In-Between Season

2013-04-29 16:35:31.000 – Neil Lovett,  Summit Volunteer

Melting Ice

Simplicity is sort of a lost art these days. I am fortunate to be on The Rock Pile this time of year. I have gotten a unique opportunity to watch what can be the harshest of all winters on this planet morph into a gentler, more forgiving spring. While here this week, I’ve listened as ice turned to frigid water and cold snows disappear.

Replacing the snow and ice is budding life, the birth of Spring, so complicated, yet so simple if you try not to understand why it happens, just except the fact and rejoice in the realization that it does happen, year after year. Here on Mount Washington the most adventurous of skiers refuse to let Winter go into its annual hibernation. They come to enjoy the soft snows of spring and enjoy skiing as it was invented to be, free of lifts, crowds, ropes and rules. Ski it if you can!

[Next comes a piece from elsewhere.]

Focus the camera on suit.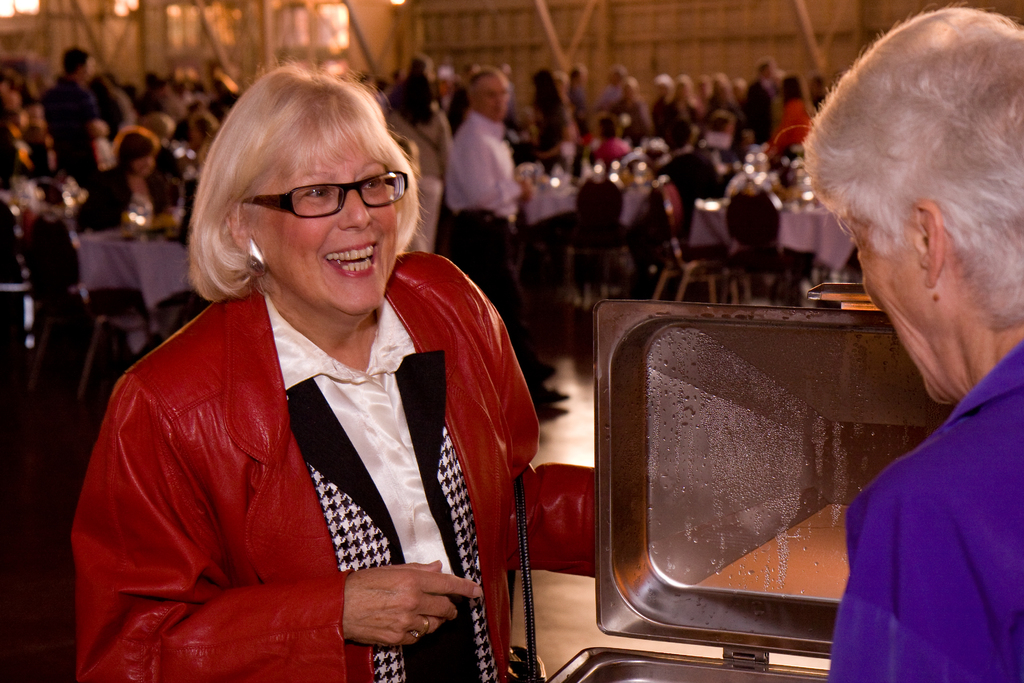
Focus region: box(385, 147, 928, 651).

And lastly, as winter melts away and temperatures rise, it marks the beginning of the tourist season. Hikers arrive in masses, the Mount Washington Auto Road will bring cars up by the thousands and the Cog Railway chugs its way up the tracks to the summit.

The Mount Washington I lived on in January and the Mt Washington I experienced during the initial part of this week when it snowed and the wind chill was below zero, is in it’s seasonal transition. Like the melting ice and the budding greens, the human factor of The Rock Pile, while not always the most welcome sight, is also beautiful in its simplicity.